For more than a decade, the winning trade was almost embarrassingly simple: buy software companies with their infinite scalability, ignore oil and gas as relics of a dying era, and watch your portfolio climb.
That playbook just got ripped to pieces in early 2026.
When Oil Services Embarrass Software
After spending nearly two decades in the penalty box following the 2008 financial crisis, energy stocks are mounting a comeback that's hard to ignore. The Energy Select Sector SPDR Fund (XLE) has already beaten the Technology Select Sector SPDR Fund (XLK) by 19 percentage points year-to-date through February 3.
Energy dominated the S&P 500 leaderboard in January with a 14.4% gain, followed by materials at 8.8%. Bank of America analyst Nigel Tupper points out that surging crude prices have effectively offset rising geopolitical tensions in Venezuela, Iran, and Greenland.
But the real carnage is happening in a more specific corner of the market.
Year-to-date, the VanEck Oil Services ETF (OIH) has absolutely demolished the iShares Expanded Tech-Software Sector ETF (IGV) by more than 50 percentage points. That divergence was powered by a historic 40-point performance gap in January alone.
The Death of Software (According to the Macro Crowd)
"Software is dead," macro strategist Andreas Steno Larsen declared in a Tuesday social media post.
Larsen, who founded Steno Research, argues that the undisputed market darling of the past decade is facing an existential crisis.
"The 'Golden Child' of the last decade is facing a brutal reality check. For years, Private Equity and Credit treated software as an infinite money printer. Today, those 24x multiples are being vaporized by AI-driven commoditization," he added.
The core thesis is straightforward: we're moving from a "virtual" economy to a "physical" one. AI isn't just another software tool anymore—it's actively killing the software business model. When companies can build their own functionality using AI agents and Python setups, why pay for expensive, seat-based SaaS subscriptions?
Jordi Visser, head of AI Macro Nexus Research at 22V Research, compared this software collapse to appetite suppression from GLP-1 weight-loss drugs.
"When software can be generated, modified, and orchestrated by agents at near-zero marginal cost, the entire buy-side market isn't just disrupted—it's suppressed," Visser wrote.
In this view, we're experiencing a "Great Deflation" where the market realizes that demand for high-value software was actually propped up by the inefficiencies that AI now eliminates.
Atoms Beat Bits
Here's the kicker: while code is becoming cheap and plentiful, the physical infrastructure needed to run it all—power grids, data centers, copper wiring, specialized chips—has hit hard scarcity limits.
"We are transitioning from an era where we paid for the process to one where we only pay for the result," Larsen said.
In this new world, the real margins are shifting away from the code itself and toward the tangible infrastructure that actually builds and powers everything.
The investment message for 2026 is crystallizing: bet on the physical world, not the virtual one.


What you will do – Answer with one number only: how many lines in the material contain "million".

Records to process –
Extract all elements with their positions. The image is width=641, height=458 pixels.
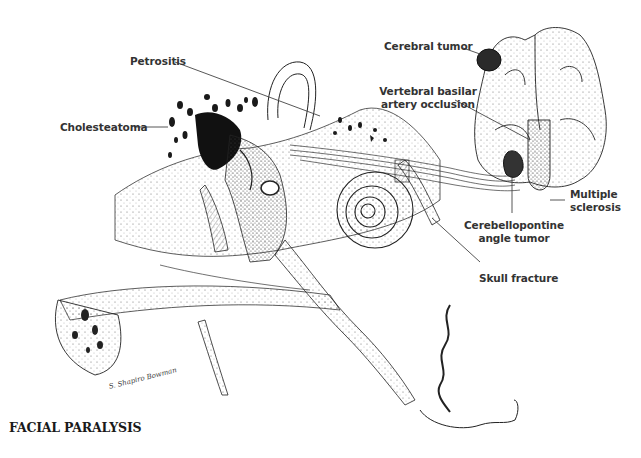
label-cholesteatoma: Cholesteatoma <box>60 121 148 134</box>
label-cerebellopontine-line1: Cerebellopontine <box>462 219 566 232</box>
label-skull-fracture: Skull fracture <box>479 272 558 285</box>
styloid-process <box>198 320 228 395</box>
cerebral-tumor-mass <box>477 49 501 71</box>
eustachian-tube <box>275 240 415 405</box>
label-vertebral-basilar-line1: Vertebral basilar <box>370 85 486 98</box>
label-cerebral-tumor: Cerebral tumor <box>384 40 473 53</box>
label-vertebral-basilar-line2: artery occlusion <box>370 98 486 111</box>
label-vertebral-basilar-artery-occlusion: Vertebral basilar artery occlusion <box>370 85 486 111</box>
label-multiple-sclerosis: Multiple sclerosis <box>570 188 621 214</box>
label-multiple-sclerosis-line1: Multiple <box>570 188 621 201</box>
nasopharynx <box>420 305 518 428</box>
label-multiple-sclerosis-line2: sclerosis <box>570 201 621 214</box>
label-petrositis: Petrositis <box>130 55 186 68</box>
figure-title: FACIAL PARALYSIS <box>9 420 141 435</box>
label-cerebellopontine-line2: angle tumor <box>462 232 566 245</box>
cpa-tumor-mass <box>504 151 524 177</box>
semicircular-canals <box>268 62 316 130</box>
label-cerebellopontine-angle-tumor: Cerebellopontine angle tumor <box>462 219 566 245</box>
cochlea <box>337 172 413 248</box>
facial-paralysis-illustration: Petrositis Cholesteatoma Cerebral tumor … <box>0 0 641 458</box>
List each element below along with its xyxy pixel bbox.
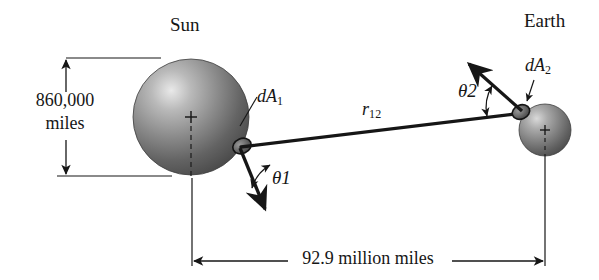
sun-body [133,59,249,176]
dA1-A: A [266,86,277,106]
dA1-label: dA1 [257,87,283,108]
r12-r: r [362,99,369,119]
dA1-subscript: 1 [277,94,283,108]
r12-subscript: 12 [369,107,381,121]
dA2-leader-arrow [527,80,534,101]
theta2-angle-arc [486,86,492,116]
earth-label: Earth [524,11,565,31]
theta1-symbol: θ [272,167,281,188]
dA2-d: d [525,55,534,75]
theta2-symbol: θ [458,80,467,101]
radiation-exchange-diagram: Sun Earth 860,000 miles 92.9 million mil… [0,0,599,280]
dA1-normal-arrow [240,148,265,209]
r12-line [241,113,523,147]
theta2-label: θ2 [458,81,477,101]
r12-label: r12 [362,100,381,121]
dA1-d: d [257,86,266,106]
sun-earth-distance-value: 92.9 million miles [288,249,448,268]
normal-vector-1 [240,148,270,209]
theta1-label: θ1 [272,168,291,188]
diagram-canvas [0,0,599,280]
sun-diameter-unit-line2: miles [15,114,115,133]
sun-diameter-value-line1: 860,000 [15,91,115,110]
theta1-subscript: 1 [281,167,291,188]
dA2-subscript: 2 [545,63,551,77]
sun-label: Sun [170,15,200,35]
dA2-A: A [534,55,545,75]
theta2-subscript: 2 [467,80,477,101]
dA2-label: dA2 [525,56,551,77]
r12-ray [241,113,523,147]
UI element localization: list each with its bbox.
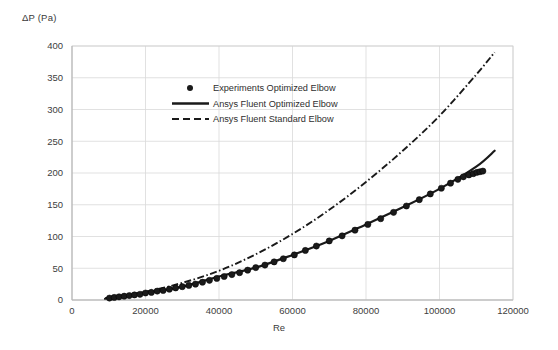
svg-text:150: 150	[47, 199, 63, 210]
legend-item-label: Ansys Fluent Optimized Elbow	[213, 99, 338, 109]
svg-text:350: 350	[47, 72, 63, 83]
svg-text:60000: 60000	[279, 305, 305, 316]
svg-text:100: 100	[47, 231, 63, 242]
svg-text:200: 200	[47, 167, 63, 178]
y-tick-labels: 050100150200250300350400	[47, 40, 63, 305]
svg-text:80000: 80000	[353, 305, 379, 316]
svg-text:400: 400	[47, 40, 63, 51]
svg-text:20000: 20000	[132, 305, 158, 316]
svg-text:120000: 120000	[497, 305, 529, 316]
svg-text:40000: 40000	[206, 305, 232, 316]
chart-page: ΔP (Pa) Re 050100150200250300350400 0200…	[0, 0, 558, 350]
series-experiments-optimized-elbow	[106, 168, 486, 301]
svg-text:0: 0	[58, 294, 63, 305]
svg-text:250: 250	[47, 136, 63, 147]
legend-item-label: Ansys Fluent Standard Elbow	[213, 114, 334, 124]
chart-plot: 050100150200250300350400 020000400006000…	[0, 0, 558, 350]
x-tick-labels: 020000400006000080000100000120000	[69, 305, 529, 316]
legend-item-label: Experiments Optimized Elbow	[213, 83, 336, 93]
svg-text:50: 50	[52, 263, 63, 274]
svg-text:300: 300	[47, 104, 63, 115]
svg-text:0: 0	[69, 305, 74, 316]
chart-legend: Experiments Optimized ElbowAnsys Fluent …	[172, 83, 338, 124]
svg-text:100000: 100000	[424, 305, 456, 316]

Answer to the problem – 2